The most likely outcome of this route of action is a gradual increase of troops in Iraq and Syria with little overall strategy from The White House or Pentagon for what they are should be focused on doing there, be- cause the plan was never to deploy large-scale forces in the first place.

That is at some level what happened in Vietnam, another conflict which started with small-scale, incremental deployments of Special Forces under a Democratic president. However, there was never an overarching strategy in place for winning that war, just as there does not appear to be an overarching strategy in place to defeat ISIS. Instead, troops were committed piecemeal to the conflict for political rather than military considerations, and eventually there were over half a million Americans in Vietnam with no true strategy guiding their actions other than “kill lots of the enemy”–which is a slogan, not a plan.

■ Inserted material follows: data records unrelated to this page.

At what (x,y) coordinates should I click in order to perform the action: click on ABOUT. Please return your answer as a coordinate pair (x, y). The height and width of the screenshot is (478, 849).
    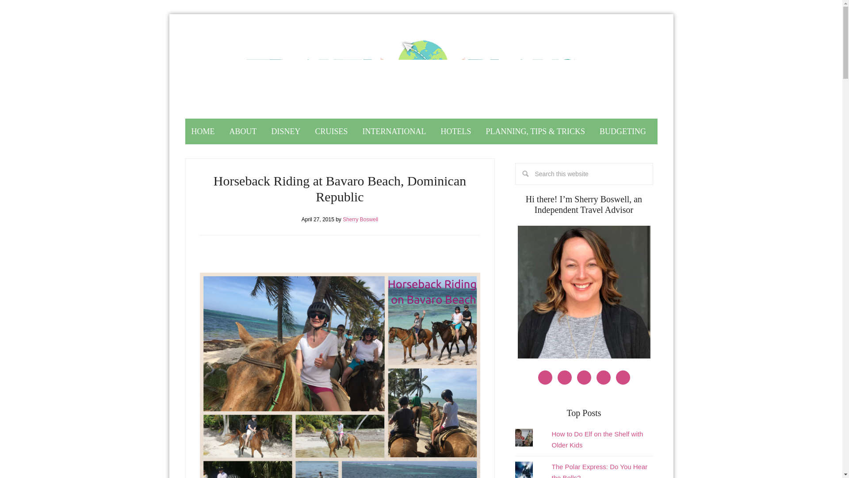
    Looking at the image, I should click on (243, 131).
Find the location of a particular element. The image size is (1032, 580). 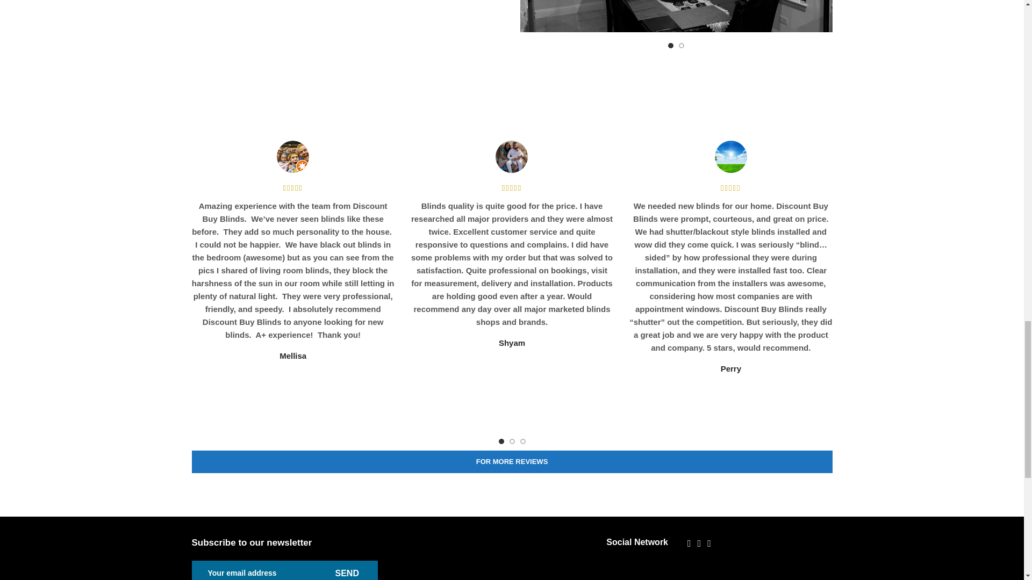

Before is located at coordinates (676, 16).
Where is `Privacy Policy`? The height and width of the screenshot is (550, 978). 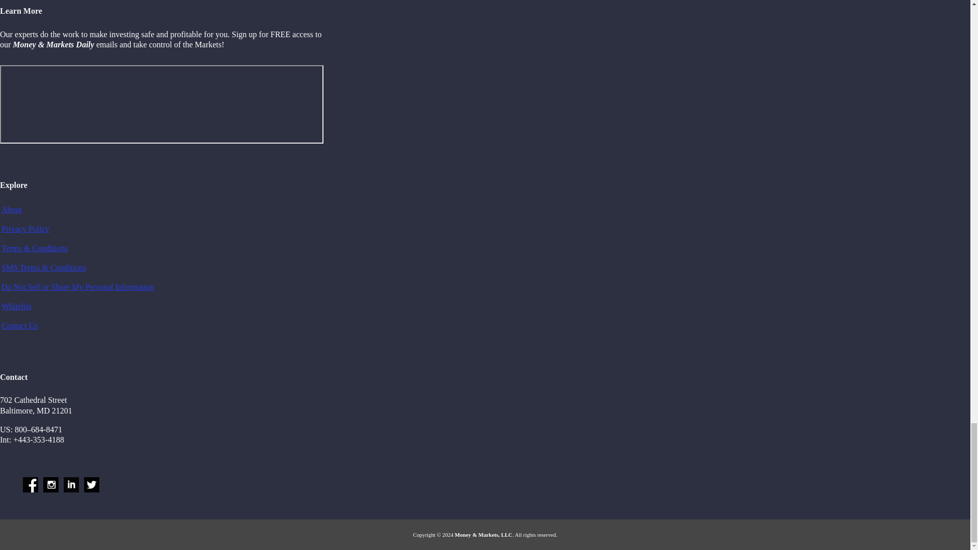 Privacy Policy is located at coordinates (25, 228).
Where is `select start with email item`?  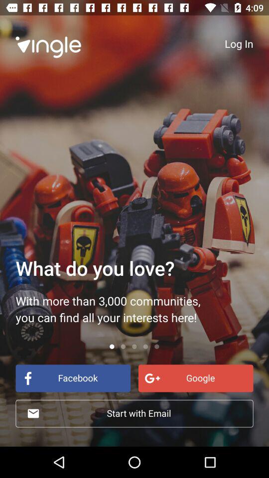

The Obama Administration’s foreign and military policy has been characterized by a sense of mission creep and reactionary responses rather than proactive actions. It is a fallacy to think that we might end up with half a million troops in Syria or Iraq, but it is no fallacy to say that the president is staring down a particularly slippery slope in terms of escalation in Syria.

A comprehensive plan to defeat ISIS needs to be put together and executed by the Obama Administration. So far, neither Obama nor his cabinet nor any of the individuals running to re- place him have offered one. Until someone does, it seems that incremental mission creep will continue to be the name of the game for the United States in Syria and the Middle East.